Thursday, March 18, 2004

aljaz: The hotel, neighbouring buildings and several cars were ablaze, and rescuers said many people were trapped under the rubble. The blast sent a column of flame and smoke into the night sky. Eight cars were on fire, and one vehicle was hurled by the blast into a store.
mred - note no mention of burning trees

MR. RUSSERT: Will you testify under oath in public about September 11?
Condi: Tim, this is not a matter of preference; this is a matter of principle. It has long been a legal and constitutional principle that assistants to the president, the presidential staff, do not testify before legislative bodies. But this is not a matter of preference. ... as a matter of principle, we cannot breach this wall between the legislature and the executive.

fisk: When a Nato plane bombed a train on the Gurdulice bridge in Serbia, up he popped with a camera-video of the bomb - too late to abort because of the speed with which the train approached the bridge - without mentioning that the film had been speeded up and, much more damagingly, that after the train stopped, the pilot went on to bomb the bridge again.

safire: Now, thanks to evidence of systematic thievery on a huge scale, discovered by free Iraqis in Baghdad, the whole rotten mess of 10 percent kickbacks on billions in contracts is coming to light. In detailed accounts, Susan Sachs in The Times, Therese Raphael in The Wall Street Journal, and Charles Laurence and Inigo Gilmore of London's Daily Telegraph have flipped over the flat rock of corruption.

Flames and heavy smoke shot skyward, igniting trees, nearby buildings and at least eight cars - one of which was hurled by the blast into a store. The explosion blew bricks, air conditioners, furniture, wires and other debris hundreds of yards from the hotel.


When the Bush campaign unveiled an ad called "100 Days," it was a shot across the press' bow: if we put up an ad with an utter fabrication in it, will you call us on it? They got a clear answer: NO. Bush and Kerry both now understand that the press has given them permission to lie
The Bush ad claims that Kerry wants to "raise taxes by at least $900 billion." A credulous viewer would hear this claim and conclude that John Kerry wants to raise taxes by at least $900 billion. But the claim is, simply put, a lie. Not an exaggeration, not a misrepresentation, but a lie.

According to the journalists, "already in the morning, EFE learned about the existence of a cellphone configured in Arabic, the van found in Alcala de Henares and [knew] that one of the dead was one of the terrorists. But the information designating Islamist radical terror was expressly forbidden." Those journalists are now calling for the resignation of the news director responsible for the censorship. Spanish and European journalists are talking about a "coup d'etat using information".
But the plot thickened when Spanish police said that Algerian Said Arel, a resident of Barcelona, coordinated the preparation of the bombings, under the general supervision of none other than the alleged al-Qaeda operative, Jordanian Abu Musab al-Zarqawi
A Moroccan political leader - who asked to remain anonymous - told the website IslamOnline.net that "all the talk about Moroccans being arrested is suspicious ? I smell a clear Zionist plot ? Who has a catch here? International Zionism is the answer. Implicating Arabs and Muslims in such horrific acts serves to add credibility to the Zionist project."

Arnold Beichman, writing in The National Review Online, proclaimed that the attack "reminds the world that there's a war out there," a phrase echoed in Secretary of State Colin Powell's remark on Fox News Sunday that the bombings "show that there is a war on terror that must be fought." Condoleezza Rice expressly linked this point to electoral politics on Meet The Press, predicting that "we are going to have a debate about whether we are at war."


*Assignment:* Return each line of the records below in which the string "Image" turns up.

(Data excerpts)
== Segment start ==

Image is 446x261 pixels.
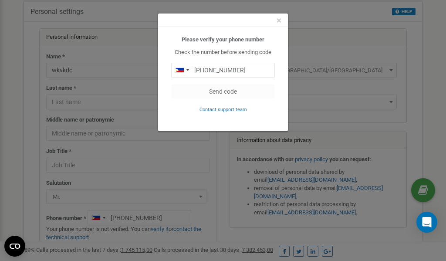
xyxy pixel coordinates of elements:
div: Open Intercom Messenger [416,212,437,232]
span: × [276,15,281,26]
b: Please verify your phone number [181,36,264,43]
button: Close [276,16,281,25]
div: Telephone country code [171,63,192,77]
a: Contact support team [199,106,247,112]
button: Send code [171,84,275,99]
p: Check the number before sending code [171,48,275,57]
input: 0905 123 4567 [171,63,275,77]
button: Open CMP widget [4,235,25,256]
small: Contact support team [199,107,247,112]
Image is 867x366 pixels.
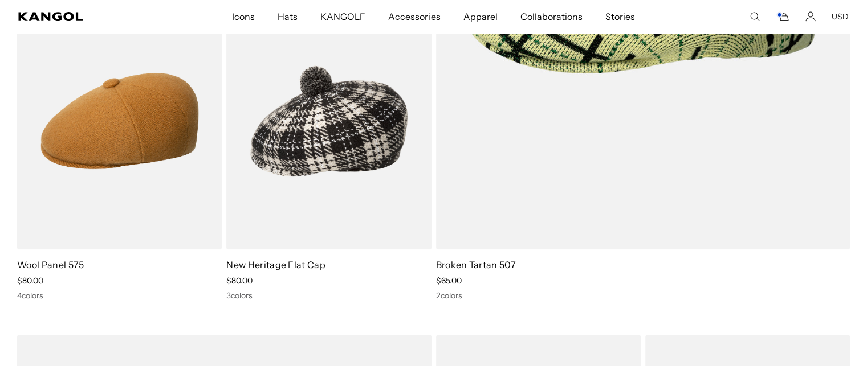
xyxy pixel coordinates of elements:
[17,276,43,286] span: $80.00
[749,11,760,22] summary: Search here
[436,276,462,286] span: $65.00
[436,291,850,301] div: 2 colors
[831,11,849,22] button: USD
[226,276,252,286] span: $80.00
[776,11,789,22] button: Cart
[17,291,222,301] div: 4 colors
[17,259,84,271] a: Wool Panel 575
[436,259,516,271] a: Broken Tartan 507
[805,11,816,22] a: Account
[18,12,153,21] a: Kangol
[226,291,431,301] div: 3 colors
[226,259,325,271] a: New Heritage Flat Cap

== Segment end ==

*Result:*
Image is 446x261 pixels.
Image is 867x366 pixels.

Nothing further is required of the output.